Kitchen Table Economics

The Road to CEO: Indra Nooyi

Running a business isn’t easy, especially when it has 264,000 employees. Indra Nooyi, the CEO of PepsiCo, is in charge of launching new products and expanding into foreign markets—on top of overseeing thousands of workers.

But her impressive career began without much fanfare. Nooyi left her home country of India to study business at Yale University. With only $500 on hand, Nooyi could barely afford a dress for her job interviews, a major obstacle for someone trying to start a career in business management. To solve her problem, Nooyi took a job as a receptionist in her college dorm. She worked the graveyard shift—midnight to 5 am—because the job paid 50 cents more per hour, even though it meant going to class, studying in the evening, and working until dawn. Nooyi often waited to serve students who never even showed up.

Being a receptionist, however boring, brought out Nooyi’s legendary work ethic. “I always had this urge, this desire, this passion,” Nooyi explains, to “settle in the United States.” Nooyi is famous for coming to the office at 7 am, staying until after 8 pm, and taking home bags of mail to read overnight and prepare for the following day. She reportedly wishes that there were 35 hours in a day in order to do more work.

That mindset has served Nooyi—PepsiCo’s first female CEO—very well on the corporate ladder. But it all started with hard work and just enough money for a nice dress.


> EXERCISE REQUIREMENTS: Using the listing below, report how many lines hold the word "assembly", and nothing else.

> MATERIAL FOR THE TASK:
== Segment start ==

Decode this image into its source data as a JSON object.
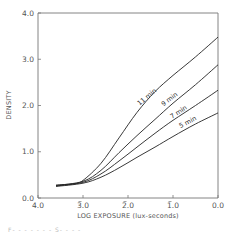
{
  "chart_data": {
    "type": "line",
    "title": "",
    "xlabel": "LOG EXPOSURE (lux-seconds)",
    "ylabel": "DENSITY",
    "xlim": [
      4.0,
      0.0
    ],
    "ylim": [
      0.0,
      4.0
    ],
    "x_reversed": true,
    "grid": false,
    "x_ticks": [
      {
        "value": 4.0,
        "label": "4.0",
        "bar": false
      },
      {
        "value": 3.0,
        "label": "3.0",
        "bar": true
      },
      {
        "value": 2.0,
        "label": "2.0",
        "bar": true
      },
      {
        "value": 1.0,
        "label": "1.0",
        "bar": true
      },
      {
        "value": 0.0,
        "label": "0.0",
        "bar": false
      }
    ],
    "y_ticks": [
      {
        "value": 0.0,
        "label": "0.0"
      },
      {
        "value": 1.0,
        "label": "1.0"
      },
      {
        "value": 2.0,
        "label": "2.0"
      },
      {
        "value": 3.0,
        "label": "3.0"
      },
      {
        "value": 4.0,
        "label": "4.0"
      }
    ],
    "legend_position": "inline labels on curves",
    "series": [
      {
        "name": "11 min",
        "label_at": [
          1.55,
          2.15
        ],
        "label_angle": -40,
        "points": [
          [
            3.6,
            0.28
          ],
          [
            3.2,
            0.31
          ],
          [
            3.0,
            0.38
          ],
          [
            2.6,
            0.75
          ],
          [
            2.2,
            1.3
          ],
          [
            1.8,
            1.85
          ],
          [
            1.4,
            2.3
          ],
          [
            1.0,
            2.65
          ],
          [
            0.5,
            3.05
          ],
          [
            0.0,
            3.48
          ]
        ]
      },
      {
        "name": "9 min",
        "label_at": [
          1.05,
          2.1
        ],
        "label_angle": -38,
        "points": [
          [
            3.6,
            0.27
          ],
          [
            3.0,
            0.36
          ],
          [
            2.6,
            0.6
          ],
          [
            2.2,
            0.98
          ],
          [
            1.8,
            1.35
          ],
          [
            1.4,
            1.7
          ],
          [
            1.0,
            2.05
          ],
          [
            0.5,
            2.45
          ],
          [
            0.0,
            2.88
          ]
        ]
      },
      {
        "name": "7 min",
        "label_at": [
          0.85,
          1.82
        ],
        "label_angle": -34,
        "points": [
          [
            3.6,
            0.26
          ],
          [
            3.0,
            0.34
          ],
          [
            2.6,
            0.52
          ],
          [
            2.2,
            0.8
          ],
          [
            1.8,
            1.1
          ],
          [
            1.4,
            1.4
          ],
          [
            1.0,
            1.68
          ],
          [
            0.5,
            2.0
          ],
          [
            0.0,
            2.33
          ]
        ]
      },
      {
        "name": "5 min",
        "label_at": [
          0.65,
          1.6
        ],
        "label_angle": -28,
        "points": [
          [
            3.6,
            0.25
          ],
          [
            3.0,
            0.32
          ],
          [
            2.6,
            0.45
          ],
          [
            2.2,
            0.65
          ],
          [
            1.8,
            0.88
          ],
          [
            1.4,
            1.1
          ],
          [
            1.0,
            1.33
          ],
          [
            0.5,
            1.6
          ],
          [
            0.0,
            1.84
          ]
        ]
      }
    ]
  },
  "footer_fragment": "F- - - - - - -  S- - - -"
}
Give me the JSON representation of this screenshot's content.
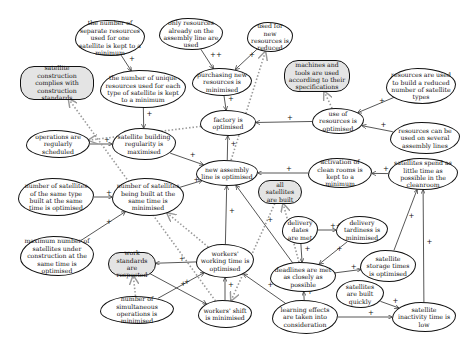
{
  "diagram": {
    "type": "goal-influence-graph",
    "nodes": [
      {
        "id": "n1",
        "label": "the number of separate resources used for one satellite is kept to a minimum",
        "kind": "cloud",
        "x": 75,
        "y": 20,
        "w": 70,
        "h": 36
      },
      {
        "id": "n2",
        "label": "only resources already on the assembly line are used",
        "kind": "cloud",
        "x": 159,
        "y": 18,
        "w": 64,
        "h": 32
      },
      {
        "id": "n3",
        "label": "used for new resources is reduced",
        "kind": "cloud",
        "x": 247,
        "y": 22,
        "w": 46,
        "h": 30
      },
      {
        "id": "n4",
        "label": "satellite construction complies with construction standards",
        "kind": "goal",
        "x": 20,
        "y": 66,
        "w": 74,
        "h": 34
      },
      {
        "id": "n5",
        "label": "the number of unique resources used for each type of satellite is kept to a minimum",
        "kind": "cloud",
        "x": 100,
        "y": 70,
        "w": 86,
        "h": 38
      },
      {
        "id": "n6",
        "label": "purchasing new resources is minimised",
        "kind": "cloud",
        "x": 192,
        "y": 68,
        "w": 60,
        "h": 28
      },
      {
        "id": "n7",
        "label": "machines and tools are used according to their specifications",
        "kind": "goal",
        "x": 284,
        "y": 60,
        "w": 66,
        "h": 32
      },
      {
        "id": "n8",
        "label": "resources are used to build a reduced number of satellite types",
        "kind": "cloud",
        "x": 386,
        "y": 68,
        "w": 70,
        "h": 36
      },
      {
        "id": "n9",
        "label": "factory is optimised",
        "kind": "cloud",
        "x": 200,
        "y": 110,
        "w": 56,
        "h": 26
      },
      {
        "id": "n10",
        "label": "use of resources is optimised",
        "kind": "cloud",
        "x": 312,
        "y": 108,
        "w": 52,
        "h": 26
      },
      {
        "id": "n11",
        "label": "resources can be used on several assembly lines",
        "kind": "cloud",
        "x": 390,
        "y": 122,
        "w": 70,
        "h": 32
      },
      {
        "id": "n12",
        "label": "operations are regularly scheduled",
        "kind": "cloud",
        "x": 26,
        "y": 130,
        "w": 64,
        "h": 28
      },
      {
        "id": "n13",
        "label": "satellite building regularity is maximised",
        "kind": "cloud",
        "x": 112,
        "y": 128,
        "w": 64,
        "h": 32
      },
      {
        "id": "n14",
        "label": "new assembly line is optimised",
        "kind": "cloud",
        "x": 196,
        "y": 160,
        "w": 62,
        "h": 26
      },
      {
        "id": "n15",
        "label": "activation of clean rooms is kept to a minimum",
        "kind": "cloud",
        "x": 308,
        "y": 158,
        "w": 64,
        "h": 30
      },
      {
        "id": "n16",
        "label": "satellites spend as little time as possible in the cleanroom",
        "kind": "cloud",
        "x": 388,
        "y": 158,
        "w": 70,
        "h": 32
      },
      {
        "id": "n17",
        "label": "all satellites are built",
        "kind": "goal",
        "x": 258,
        "y": 180,
        "w": 44,
        "h": 24
      },
      {
        "id": "n18",
        "label": "number of satellites of the same type built at the same time is optimised",
        "kind": "cloud",
        "x": 18,
        "y": 178,
        "w": 76,
        "h": 38
      },
      {
        "id": "n19",
        "label": "number of satellites being built at the same time is minimised",
        "kind": "cloud",
        "x": 112,
        "y": 178,
        "w": 72,
        "h": 38
      },
      {
        "id": "n20",
        "label": "delivery dates are met",
        "kind": "cloud",
        "x": 282,
        "y": 216,
        "w": 36,
        "h": 28
      },
      {
        "id": "n21",
        "label": "delivery tardiness is minimised",
        "kind": "cloud",
        "x": 336,
        "y": 216,
        "w": 52,
        "h": 28
      },
      {
        "id": "n22",
        "label": "maximum number of satellites under construction at the same time is optimised",
        "kind": "cloud",
        "x": 20,
        "y": 236,
        "w": 74,
        "h": 40
      },
      {
        "id": "n23",
        "label": "work standards are respected",
        "kind": "goal",
        "x": 108,
        "y": 252,
        "w": 48,
        "h": 24
      },
      {
        "id": "n24",
        "label": "workers' working time is optimised",
        "kind": "cloud",
        "x": 196,
        "y": 244,
        "w": 58,
        "h": 34
      },
      {
        "id": "n25",
        "label": "deadlines are met as closely as possible",
        "kind": "cloud",
        "x": 270,
        "y": 262,
        "w": 66,
        "h": 30
      },
      {
        "id": "n26",
        "label": "satellite storage times is optimised",
        "kind": "cloud",
        "x": 360,
        "y": 250,
        "w": 56,
        "h": 32
      },
      {
        "id": "n27",
        "label": "satellites are built quickly",
        "kind": "cloud",
        "x": 336,
        "y": 280,
        "w": 48,
        "h": 28
      },
      {
        "id": "n28",
        "label": "number of simultaneous operations is minimised",
        "kind": "cloud",
        "x": 100,
        "y": 296,
        "w": 74,
        "h": 28
      },
      {
        "id": "n29",
        "label": "workers' shift is minimised",
        "kind": "cloud",
        "x": 198,
        "y": 300,
        "w": 54,
        "h": 28
      },
      {
        "id": "n30",
        "label": "learning effects are taken into consideration",
        "kind": "cloud",
        "x": 272,
        "y": 300,
        "w": 66,
        "h": 34
      },
      {
        "id": "n31",
        "label": "satellite inactivity time is low",
        "kind": "cloud",
        "x": 392,
        "y": 302,
        "w": 64,
        "h": 30
      }
    ],
    "edges": [
      {
        "from": "n1",
        "to": "n5",
        "sign": "+",
        "style": "solid"
      },
      {
        "from": "n2",
        "to": "n6",
        "sign": "++",
        "style": "solid"
      },
      {
        "from": "n3",
        "to": "n6",
        "sign": "+",
        "style": "solid"
      },
      {
        "from": "n5",
        "to": "n13",
        "sign": "+",
        "style": "solid"
      },
      {
        "from": "n6",
        "to": "n9",
        "sign": "+",
        "style": "solid"
      },
      {
        "from": "n8",
        "to": "n10",
        "sign": "+",
        "style": "solid"
      },
      {
        "from": "n11",
        "to": "n10",
        "sign": "+",
        "style": "solid"
      },
      {
        "from": "n10",
        "to": "n9",
        "sign": "+",
        "style": "solid"
      },
      {
        "from": "n12",
        "to": "n13",
        "sign": "+",
        "style": "solid"
      },
      {
        "from": "n13",
        "to": "n14",
        "sign": "+",
        "style": "solid"
      },
      {
        "from": "n14",
        "to": "n9",
        "sign": "+",
        "style": "solid"
      },
      {
        "from": "n15",
        "to": "n14",
        "sign": "+",
        "style": "solid"
      },
      {
        "from": "n16",
        "to": "n15",
        "sign": "+",
        "style": "solid"
      },
      {
        "from": "n18",
        "to": "n19",
        "sign": "+",
        "style": "solid"
      },
      {
        "from": "n19",
        "to": "n14",
        "sign": "+",
        "style": "solid"
      },
      {
        "from": "n22",
        "to": "n19",
        "sign": "+",
        "style": "solid"
      },
      {
        "from": "n24",
        "to": "n14",
        "sign": "+",
        "style": "solid"
      },
      {
        "from": "n24",
        "to": "n23",
        "sign": "+",
        "style": "solid"
      },
      {
        "from": "n25",
        "to": "n14",
        "sign": "+",
        "style": "solid"
      },
      {
        "from": "n20",
        "to": "n25",
        "sign": "+",
        "style": "solid"
      },
      {
        "from": "n20",
        "to": "n21",
        "sign": "++",
        "style": "solid"
      },
      {
        "from": "n21",
        "to": "n25",
        "sign": "+",
        "style": "solid"
      },
      {
        "from": "n25",
        "to": "n26",
        "sign": "+",
        "style": "solid"
      },
      {
        "from": "n26",
        "to": "n16",
        "sign": "+",
        "style": "solid"
      },
      {
        "from": "n31",
        "to": "n16",
        "sign": "+",
        "style": "solid"
      },
      {
        "from": "n27",
        "to": "n31",
        "sign": "+",
        "style": "solid"
      },
      {
        "from": "n30",
        "to": "n25",
        "sign": "+",
        "style": "solid"
      },
      {
        "from": "n30",
        "to": "n31",
        "sign": "+",
        "style": "solid"
      },
      {
        "from": "n30",
        "to": "n24",
        "sign": "+",
        "style": "solid"
      },
      {
        "from": "n28",
        "to": "n24",
        "sign": "+",
        "style": "solid"
      },
      {
        "from": "n29",
        "to": "n24",
        "sign": "+",
        "style": "solid"
      },
      {
        "from": "n23",
        "to": "n29",
        "sign": "+",
        "style": "solid"
      },
      {
        "from": "n14",
        "to": "n3",
        "sign": "",
        "style": "dashed"
      },
      {
        "from": "n10",
        "to": "n7",
        "sign": "",
        "style": "dashed"
      },
      {
        "from": "n9",
        "to": "n12",
        "sign": "",
        "style": "dashed"
      },
      {
        "from": "n29",
        "to": "n4",
        "sign": "",
        "style": "dashed"
      },
      {
        "from": "n28",
        "to": "n23",
        "sign": "",
        "style": "dashed"
      },
      {
        "from": "n25",
        "to": "n17",
        "sign": "",
        "style": "dashed"
      },
      {
        "from": "n24",
        "to": "n19",
        "sign": "",
        "style": "dashed"
      },
      {
        "from": "n17",
        "to": "n29",
        "sign": "",
        "style": "dashed"
      }
    ]
  }
}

== Segment end ==

> WRITTEN RESPONSE: 3